“Where I Grew Up Everyone Called Each Other…”
“Where I grew up, everyone called each other ‘nigger’ all the time. It was meant to be endearing, but I don’t think it’s healthy. Words have energy. If you were to refer to a child as ‘satan’ his entire life, how do you think he’d turn out? So I’m trying something new. Whenever I see someone, I refer to them as ‘mister’ or ‘missus.’ I’m trying to put that energy onto people.”
One of innumerable great images and insights chronicled on the fabulously rich website: “Humans of New York.”
In Chapter 8 of Hope Sings, So Beautiful, I explore at length the (sacramental) power of language, ritual, and imagery in shaping our primordial experience of self, God, and others. Indeed, “words have energy,” and our language to no small extent makes our world, sometimes for better, and far too often for worse. The good news is, with the cultivation of critical awareness, we can choose what language-worlds we wish to inhabit and those we reject, not just for ourselves but with the aim of blessing others who pass within and through the energy-field of our speech. The above glimpse into one New Yorker’s life-story and learned wisdom is a beautiful case, it seems to me, of this empowering realization.
My thanks to Xavier University student Katherine Colborn, herself a fabulous artist, for alerting me to the site.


### Task prompt
Transcribe all the records exactly and omit any images they hold.

::: Recorded information :::

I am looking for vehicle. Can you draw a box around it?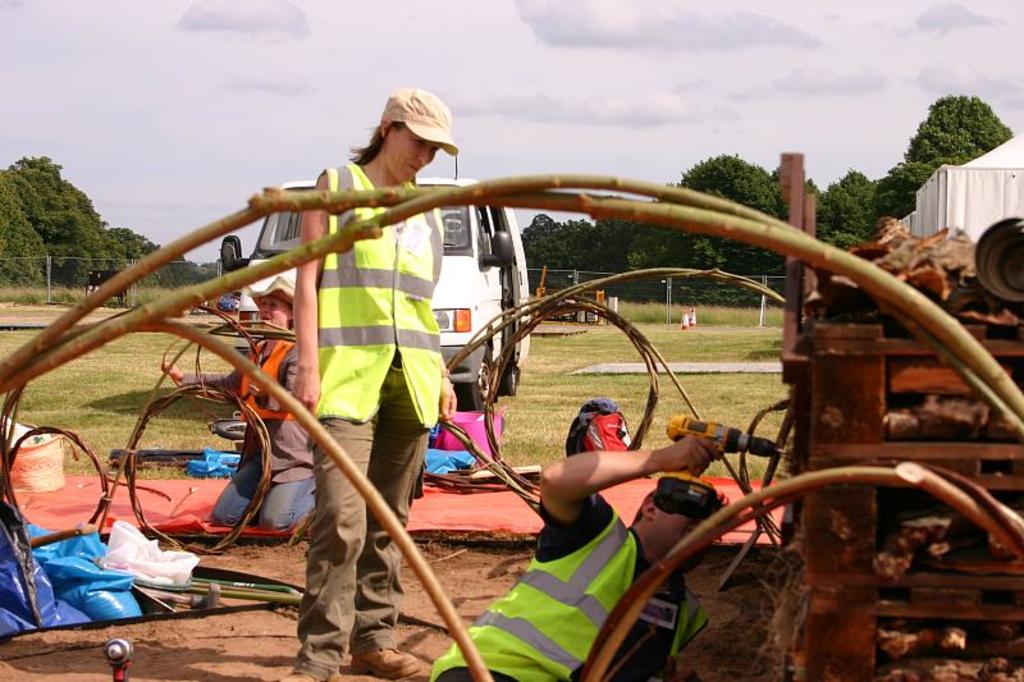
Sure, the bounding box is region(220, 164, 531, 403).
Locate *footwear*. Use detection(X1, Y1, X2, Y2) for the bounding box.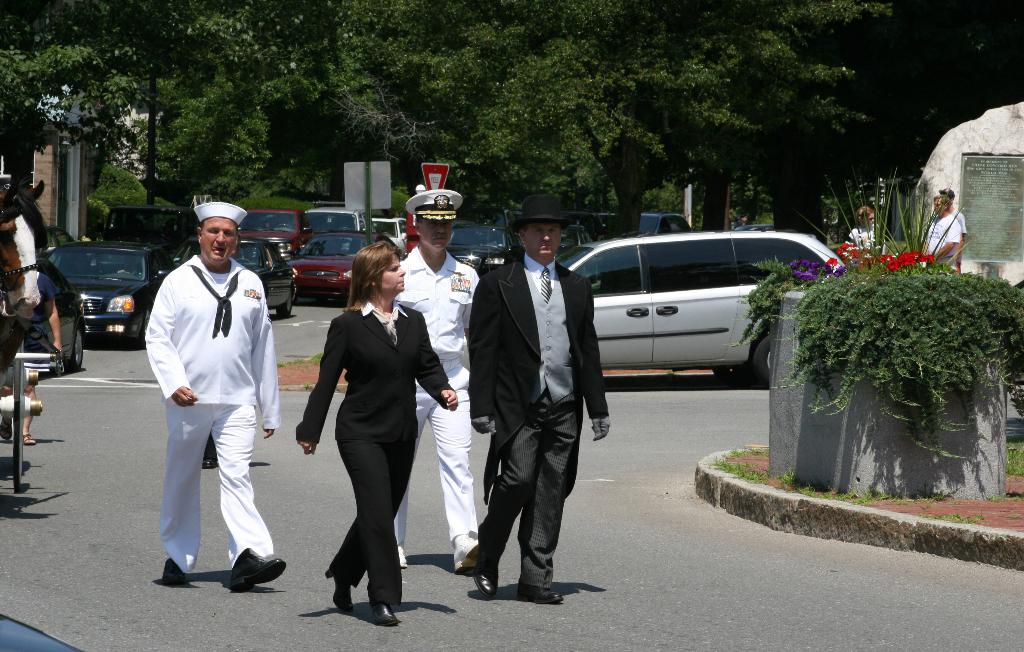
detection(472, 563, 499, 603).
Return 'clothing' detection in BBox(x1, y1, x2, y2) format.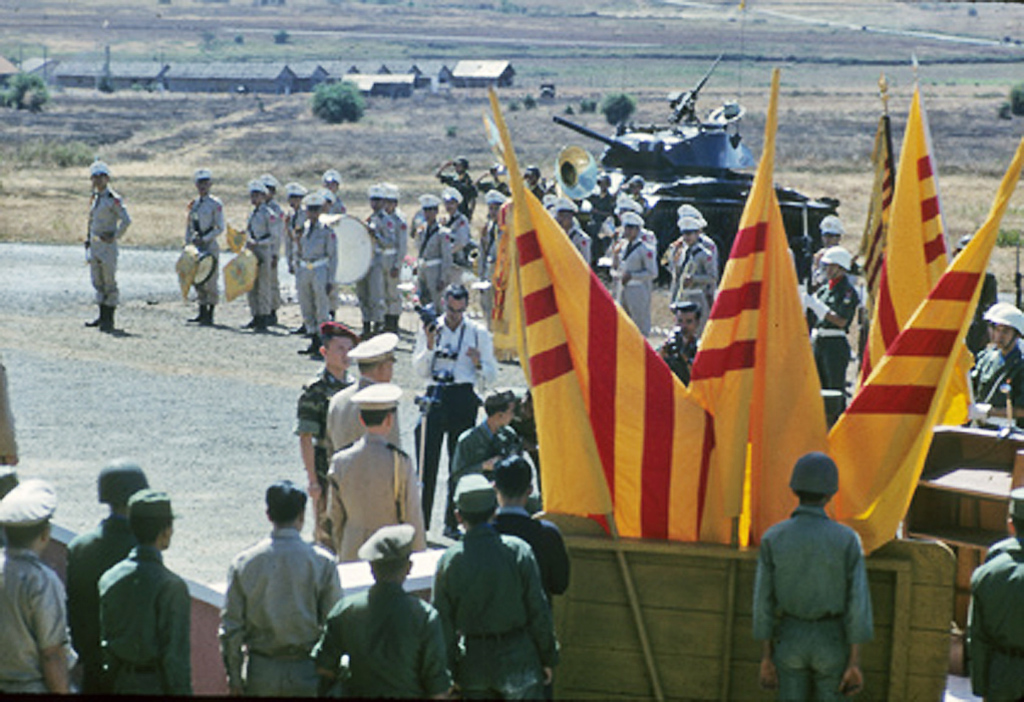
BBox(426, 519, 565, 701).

:::

### Written solution
I am looking for vehicle. Can you draw a box around it?
Sure, the bounding box is region(220, 164, 531, 403).
Locate *footwear*. Use detection(X1, Y1, X2, Y2) for the bounding box.
detection(472, 563, 499, 603).
Return 'clothing' detection in BBox(x1, y1, x2, y2) format.
BBox(426, 519, 565, 701).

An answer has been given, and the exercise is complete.